April 11, 2018 News & Press Releases

ICYMI — The Washington Post: Norm Leahy: The Mueller test for Virginia Republicans


by DPVA Press Office

The Mueller test for Virginia RepublicansBy Norm Leahy, The Washington Post

Three contenders for the Republican Senate nomination debated in Charlottesville Tuesday. They answered questions on free speech, sanctuary cities, the opioid crisis – nothing out of the ordinary.

There is one question they should all be preparing an answer for right now: Will they support the president if he fires special counsel Robert S. Mueller III?

It is a hypothetical question, something politicians of all stripes are reluctant to answer directly, let alone fully.

But as The Post’s Amber Phillips writes, it might not be hypothetical much longer.

The unusual timing of a statement from Sens. Thom Tillis (R-N.C.) and Christopher A. Coons (D-Del.) — asking the president “to allow the Special Counsel to complete his work without impediment” — has official Washington wondering whether President Trump might be ready to fire Mueller while Congress is out of town.

This isn’t the first time we’ve been to this bizarre rodeo. Earlier this month, the president used his Twitter account to attack Mueller by name. Sen. Orrin G. Hatch (R-Utah) said the president wouldn’t fire Mueller because the fallout would be so intense:

“Number one, it would be a real mistake. Number two, it would be looked upon very badly by almost everybody. Number three, it would open up media criticism that he’s never even seen before, and I could go on and on.”

But that was two weeks ago, a lifetime in Trumpworld.

Hatch and others may publicly say the president won’t fire Mueller. Privately, they know anything is possible.

So what if he does?

My colleague Quin Hillyer wrote that such an action should result in mass resignations of cabinet officials and staff and “an impeachment inquiry should immediately commence.”

“Such a firing,” Hillyer wrote, “so clearly would ‘obstruct’ (in common parlance, whether or not in some technical-legal sense) the course of justice that it should require Congress to officially wrestle with the thorny question of whether this presidential misbehavior rises (or falls) to ‘impeachable’ levels.”

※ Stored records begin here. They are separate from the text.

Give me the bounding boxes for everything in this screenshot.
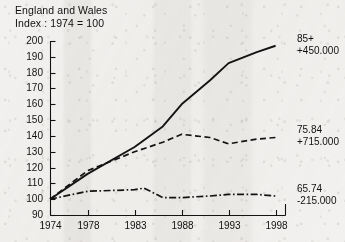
series-line-85-: [50, 46, 276, 199]
y-axis-tick-label: 110: [17, 177, 43, 188]
series-name: 75.84: [297, 124, 339, 136]
x-axis-tick-label: 1978: [69, 220, 109, 231]
y-axis-tick-label: 130: [17, 146, 43, 157]
series-name: 65.74: [297, 183, 336, 195]
y-axis-tick-label: 120: [17, 162, 43, 173]
line-chart-svg: [0, 0, 345, 242]
series-line-65-74: [50, 188, 276, 199]
x-axis-tick-label: 1988: [163, 220, 203, 231]
series-name: 85+: [297, 33, 339, 45]
y-axis-tick-label: 90: [17, 209, 43, 220]
y-axis-tick-label: 150: [17, 114, 43, 125]
series-change-value: +450.000: [297, 45, 339, 57]
series-change-value: +715.000: [297, 136, 339, 148]
y-axis-tick-label: 100: [17, 193, 43, 204]
series-label-65-74: 65.74-215.000: [297, 183, 336, 207]
chart-plot-area: 9010011012013014015016017018019020019741…: [0, 0, 345, 242]
x-axis-tick-label: 1993: [210, 220, 250, 231]
y-axis-tick-label: 190: [17, 51, 43, 62]
y-axis-tick-label: 140: [17, 130, 43, 141]
chart-axes: [51, 41, 286, 216]
x-axis-tick-label: 1974: [31, 220, 71, 231]
y-axis-tick-label: 170: [17, 82, 43, 93]
series-label-85-: 85++450.000: [297, 33, 339, 57]
y-axis-tick-label: 200: [17, 35, 43, 46]
series-line-75-84: [50, 134, 276, 199]
series-label-75-84: 75.84+715.000: [297, 124, 339, 148]
series-change-value: -215.000: [297, 195, 336, 207]
x-axis-tick-label: 1983: [116, 220, 156, 231]
y-axis-ticks: [51, 42, 56, 216]
y-axis-tick-label: 180: [17, 67, 43, 78]
y-axis-tick-label: 160: [17, 98, 43, 109]
x-axis-ticks: [51, 210, 277, 216]
x-axis-tick-label: 1998: [257, 220, 297, 231]
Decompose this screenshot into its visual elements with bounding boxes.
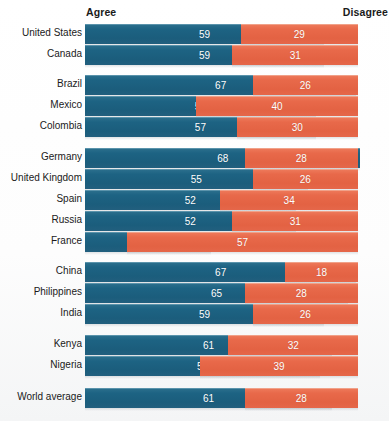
row-label: France — [51, 235, 82, 246]
bar-disagree: 28 — [245, 283, 358, 303]
row-label: Colombia — [40, 120, 82, 131]
bar-disagree: 40 — [196, 96, 358, 116]
bar-value-agree: 67 — [215, 81, 226, 91]
bar-shadow — [253, 324, 358, 327]
bar-value-disagree: 34 — [284, 196, 295, 206]
bar-value-agree: 59 — [199, 310, 210, 320]
table-row: United States5929 — [0, 24, 389, 44]
bar-value-disagree: 28 — [296, 289, 307, 299]
table-row: Kenya6132 — [0, 335, 389, 355]
bar-value-disagree: 31 — [290, 51, 301, 61]
row-label: India — [60, 307, 82, 318]
bar-shadow — [245, 408, 358, 411]
bar-value-disagree: 26 — [300, 81, 311, 91]
row-label: Spain — [56, 193, 82, 204]
bar-value-disagree: 29 — [294, 30, 305, 40]
table-row: Nigeria5839 — [0, 356, 389, 376]
bar-disagree: 39 — [200, 356, 358, 376]
table-row: China6718 — [0, 262, 389, 282]
bar-disagree: 28 — [245, 148, 358, 168]
table-row: Mexico5740 — [0, 96, 389, 116]
bar-disagree: 29 — [241, 24, 358, 44]
row-label: Kenya — [54, 338, 82, 349]
bar-disagree: 26 — [253, 75, 358, 95]
bar-disagree: 18 — [285, 262, 358, 282]
bar-shadow — [237, 137, 359, 140]
row-label: United Kingdom — [11, 172, 82, 183]
bar-disagree: 57 — [127, 232, 358, 252]
bar-disagree: 26 — [253, 304, 358, 324]
table-row: Colombia5730 — [0, 117, 389, 137]
table-row: India5926 — [0, 304, 389, 324]
bar-value-agree: 59 — [199, 30, 210, 40]
bar-value-agree: 59 — [199, 51, 210, 61]
table-row: Brazil6726 — [0, 75, 389, 95]
bar-value-disagree: 26 — [300, 310, 311, 320]
bar-disagree: 26 — [253, 169, 358, 189]
bar-value-agree: 61 — [203, 394, 214, 404]
bar-value-agree: 52 — [185, 217, 196, 227]
bar-value-disagree: 32 — [288, 341, 299, 351]
bar-value-agree: 65 — [211, 289, 222, 299]
chart-container: Agree Disagree United States5929Canada59… — [0, 0, 389, 421]
bar-value-agree: 67 — [215, 268, 226, 278]
bar-value-disagree: 30 — [292, 123, 303, 133]
row-label: Germany — [41, 151, 82, 162]
row-label: Brazil — [57, 78, 82, 89]
bar-value-disagree: 31 — [290, 217, 301, 227]
bar-disagree: 31 — [232, 45, 358, 65]
bar-disagree: 32 — [228, 335, 358, 355]
row-label: Nigeria — [50, 359, 82, 370]
row-label: Mexico — [50, 99, 82, 110]
row-label: China — [56, 265, 82, 276]
bar-value-agree: 68 — [217, 154, 228, 164]
chart-legend-header: Agree Disagree — [0, 6, 389, 22]
bar-value-agree: 55 — [191, 175, 202, 185]
bar-value-agree: 57 — [195, 123, 206, 133]
legend-label-agree: Agree — [86, 6, 116, 18]
bar-disagree: 34 — [220, 190, 358, 210]
bar-shadow — [127, 252, 358, 255]
bar-value-agree: 61 — [203, 341, 214, 351]
bar-value-disagree: 28 — [296, 154, 307, 164]
legend-label-disagree: Disagree — [343, 6, 388, 18]
bar-disagree: 28 — [245, 388, 358, 408]
row-label: Russia — [51, 214, 82, 225]
table-row: Spain5234 — [0, 190, 389, 210]
bar-value-agree: 52 — [185, 196, 196, 206]
table-row: World average6128 — [0, 388, 389, 408]
bar-value-disagree: 57 — [237, 238, 248, 248]
table-row: Germany6828 — [0, 148, 389, 168]
bar-value-disagree: 18 — [316, 268, 327, 278]
bar-value-disagree: 28 — [296, 394, 307, 404]
row-label: United States — [22, 27, 82, 38]
table-row: United Kingdom5526 — [0, 169, 389, 189]
row-label: World average — [17, 391, 82, 402]
bar-value-disagree: 40 — [271, 102, 282, 112]
bar-disagree: 30 — [237, 117, 359, 137]
bar-shadow — [232, 65, 358, 68]
bar-disagree: 31 — [232, 211, 358, 231]
table-row: France3157 — [0, 232, 389, 252]
table-row: Philippines6528 — [0, 283, 389, 303]
table-row: Canada5931 — [0, 45, 389, 65]
bar-shadow — [200, 376, 358, 379]
row-label: Canada — [47, 48, 82, 59]
bar-value-disagree: 39 — [273, 362, 284, 372]
bar-value-disagree: 26 — [300, 175, 311, 185]
table-row: Russia5231 — [0, 211, 389, 231]
row-label: Philippines — [34, 286, 82, 297]
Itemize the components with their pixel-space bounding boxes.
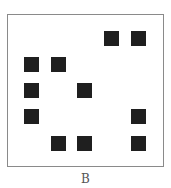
filled-cell bbox=[51, 57, 66, 72]
filled-cell bbox=[131, 31, 146, 46]
filled-cell bbox=[131, 109, 146, 124]
figure-label: B bbox=[0, 172, 171, 186]
filled-cell bbox=[24, 57, 39, 72]
filled-cell bbox=[104, 31, 119, 46]
filled-cell bbox=[77, 83, 92, 98]
filled-cell bbox=[24, 83, 39, 98]
filled-cell bbox=[131, 136, 146, 151]
filled-cell bbox=[77, 136, 92, 151]
filled-cell bbox=[24, 109, 39, 124]
filled-cell bbox=[51, 136, 66, 151]
grid-frame bbox=[7, 14, 164, 167]
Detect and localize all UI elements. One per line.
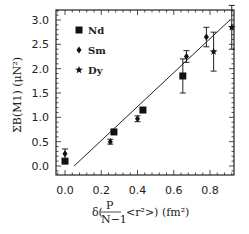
x-tick-label: 0.2 (93, 184, 111, 197)
data-point-nd (110, 128, 117, 135)
legend-item-dy: Dy (75, 65, 103, 76)
x-tick-label: 0.0 (56, 184, 74, 197)
legend-item-sm: Sm (77, 45, 107, 56)
y-label: ΣB(M1) (μN²) (11, 57, 24, 133)
data-point-sm (107, 138, 113, 145)
x-label-suffix: <r²>) (fm²) (126, 206, 189, 219)
x-tick-label: 0.8 (201, 184, 219, 197)
y-tick-label: 0.0 (32, 160, 50, 173)
y-tick-label: 1.5 (32, 87, 50, 100)
legend: NdSmDy (75, 25, 106, 76)
data-point-sm (183, 51, 189, 63)
legend-label: Nd (88, 25, 104, 36)
y-tick-label: 2.0 (32, 63, 50, 76)
y-tick-label: 2.5 (32, 38, 50, 51)
axis-ticks (56, 10, 234, 175)
x-label-numerator: P (106, 199, 114, 212)
legend-item-nd: Nd (76, 25, 105, 36)
y-tick-label: 0.5 (32, 136, 50, 149)
x-tick-label: 0.4 (129, 184, 147, 197)
plot-frame (56, 10, 234, 175)
legend-label: Dy (88, 65, 104, 76)
data-point-sm (62, 149, 68, 159)
axis-tick-labels: 0.00.51.01.52.02.53.00.00.20.40.60.8 (32, 14, 219, 197)
x-tick-label: 0.6 (165, 184, 183, 197)
x-axis-label: δ( P N−1 <r²>) (fm²) (92, 199, 189, 226)
data-point-nd (139, 107, 146, 114)
legend-label: Sm (88, 45, 106, 56)
y-axis-label: ΣB(M1) (μN²) (11, 57, 24, 133)
x-label-denominator: N−1 (101, 213, 127, 226)
chart-canvas: 0.00.51.01.52.02.53.00.00.20.40.60.8 NdS… (0, 0, 249, 234)
y-tick-label: 3.0 (32, 14, 50, 27)
y-tick-label: 1.0 (32, 111, 50, 124)
data-point-nd (179, 59, 186, 93)
data-point-sm (135, 115, 141, 122)
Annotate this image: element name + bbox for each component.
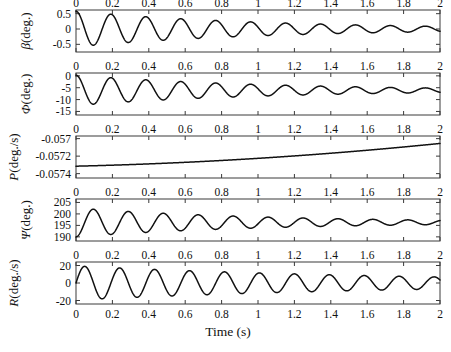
y-axis-title-psi: Ψ(deg.) [18,200,33,240]
xtick-label: 0.2 [105,60,120,72]
xtick-label: 1.6 [360,249,375,261]
xtick-label: 1.4 [324,60,339,72]
xtick-label: 1.4 [324,0,339,9]
xtick-label: 0 [73,249,79,261]
xtick-label: 1.6 [360,123,375,135]
ytick-label: -15 [56,105,72,117]
data-curve-R [76,266,440,298]
xtick-label: 0.4 [142,249,157,261]
xtick-label-bottom: 1.4 [324,308,339,320]
panel-R: 00.20.40.60.811.21.41.61.82200-20R(deg./… [6,249,443,308]
xtick-label: 2 [437,60,443,72]
xtick-label: 1.6 [360,186,375,198]
ytick-label: 0 [65,23,71,35]
ytick-label: -0.0574 [36,168,72,180]
xtick-label: 1.4 [324,249,339,261]
xtick-label: 1.8 [396,0,411,9]
ytick-label: -5 [61,82,71,94]
figure-container: 00.20.40.60.811.21.41.61.820.50-0.5β(deg… [0,0,451,352]
xtick-label: 0.2 [105,123,120,135]
panel-psi: 00.20.40.60.811.21.41.61.82205200195190Ψ… [18,186,443,243]
xtick-label-bottom: 1 [255,308,261,320]
xtick-label: 1.6 [360,0,375,9]
xtick-label: 0.8 [214,0,229,9]
data-curve-beta [76,11,440,45]
xtick-label: 2 [437,123,443,135]
xtick-label: 1.6 [360,60,375,72]
xtick-label: 1 [255,249,261,261]
xtick-label: 0.6 [178,249,193,261]
xtick-label: 2 [437,0,443,9]
xtick-label: 0.2 [105,0,120,9]
xtick-label: 2 [437,249,443,261]
xtick-label-bottom: 1.6 [360,308,375,320]
ytick-label: 0 [65,70,71,82]
xtick-label-bottom: 0.8 [214,308,229,320]
panel-frame-psi [76,199,440,241]
xtick-label-bottom: 0.2 [105,308,120,320]
xtick-label-bottom: 1.2 [287,308,302,320]
ytick-label: 195 [54,219,72,231]
multi-panel-plot: 00.20.40.60.811.21.41.61.820.50-0.5β(deg… [0,0,451,352]
xtick-label: 0.8 [214,186,229,198]
ytick-label: 0.5 [57,8,72,20]
xtick-label: 1 [255,60,261,72]
xtick-label: 1 [255,0,261,9]
ytick-label: 200 [54,208,72,220]
xtick-label: 0.8 [214,123,229,135]
xtick-label: 0 [73,0,79,9]
xtick-label: 0.2 [105,249,120,261]
xtick-label-bottom: 2 [437,308,443,320]
xtick-label: 1.8 [396,186,411,198]
ytick-label: -0.5 [53,38,71,50]
xtick-label: 1.2 [287,186,302,198]
xtick-label-bottom: 1.8 [396,308,411,320]
panel-frame-beta [76,10,440,52]
panel-P: 00.20.40.60.811.21.41.61.82-0.057-0.0572… [6,123,443,182]
xtick-label: 0 [73,60,79,72]
xtick-label: 1.8 [396,249,411,261]
xtick-label: 0.4 [142,186,157,198]
xtick-label: 2 [437,186,443,198]
ytick-label: -10 [56,94,72,106]
panel-frame-phi [76,73,440,115]
xtick-label: 1.2 [287,123,302,135]
xtick-label: 0.2 [105,186,120,198]
panel-frame-R [76,262,440,304]
xtick-label: 0.4 [142,0,157,9]
xtick-label: 1.2 [287,0,302,9]
xtick-label: 1.4 [324,123,339,135]
panel-phi: 00.20.40.60.811.21.41.61.820-5-10-15Φ(de… [18,60,443,117]
xtick-label: 0.6 [178,0,193,9]
data-curve-phi [76,75,440,104]
xtick-label: 1.2 [287,60,302,72]
xtick-label-bottom: 0.4 [142,308,157,320]
xtick-label: 1 [255,123,261,135]
xtick-label: 0 [73,186,79,198]
panel-frame-P [76,136,440,178]
xtick-label: 1 [255,186,261,198]
data-curve-psi [76,209,440,237]
xtick-label: 0.6 [178,60,193,72]
y-axis-title-phi: Φ(deg.) [18,74,33,115]
xtick-label: 0.8 [214,60,229,72]
ytick-label: 0 [65,277,71,289]
xtick-label: 0.4 [142,60,157,72]
ytick-label: -20 [56,295,72,307]
xtick-label-bottom: 0 [73,308,79,320]
ytick-label: 205 [54,196,72,208]
ytick-label: -0.0572 [36,150,72,162]
y-axis-title-P: P(deg./s) [6,133,21,181]
y-axis-title-R: R(deg./s) [6,259,21,307]
x-axis-label: Time (s) [205,324,251,339]
xtick-label: 0.4 [142,123,157,135]
data-curve-P [76,143,440,166]
xtick-label: 0 [73,123,79,135]
xtick-label: 0.6 [178,123,193,135]
x-axis-bottom: 00.20.40.60.811.21.41.61.82Time (s) [73,308,443,339]
xtick-label-bottom: 0.6 [178,308,193,320]
xtick-label: 1.4 [324,186,339,198]
ytick-label: 190 [54,231,72,243]
xtick-label: 1.8 [396,60,411,72]
xtick-label: 1.2 [287,249,302,261]
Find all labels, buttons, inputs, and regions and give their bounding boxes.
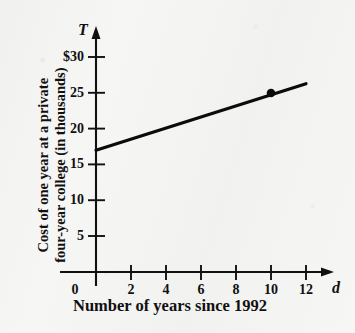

Actually staging an inquiry would be an accomplishment in a Congress that can’t even pass its appropriations bills on time.

Getting panel members to check their partisan colors and preconceived notions at the door would be positively miraculous.

Again, all hypothetical, and something we can all hope remains that way.

But nothing is for sure with this president and this administration.

Which brings us back to the would-be Virginia Republican Senate nominees.

So far, three candidates have qualified for the ballot: Nick Freitas, E.W. Jackson and Corey A. Stewart.

We already know Stewart has lashed himself to the president’s mast. He will applaud, not question, a Mueller firing. He might even ask why it took so long to happen.

Freitas is taking fire from Stewart for his insufficient loyalty to the president. That’s to be expected from Stewart, who is counting on the commonwealth’s Trump vote to carry him to a statewide nomination that’s twice eluded him.

All the more reason for the neophyte statewide candidate to prepare now for a question his liberty platform, alone, cannot answer. Stewart will hit him hard. The Trump voters in the GOP ranks will be lost to him. Is he willing to stand on principle when it matters most? His Green Beret background suggests he would.

Jackson, on his campaign website, states he will “never side with the weak, establishment Republicans who attack the president and refuse to support his agenda.” He also criticized the controversial Trump dossier and FISA warrant as acts of people “trying to get Donald Trump.”

Jackson, then, already has the groundwork for his hypothetical response in place.

Here’s hoping no one has to answer this hypothetical, that the president stays out of Mueller’s way and the investigation continues.

But they, and every Virginia GOP officeholder, needs to have a response ready to go — in case decides wants to try his luck with a constitutional crisis.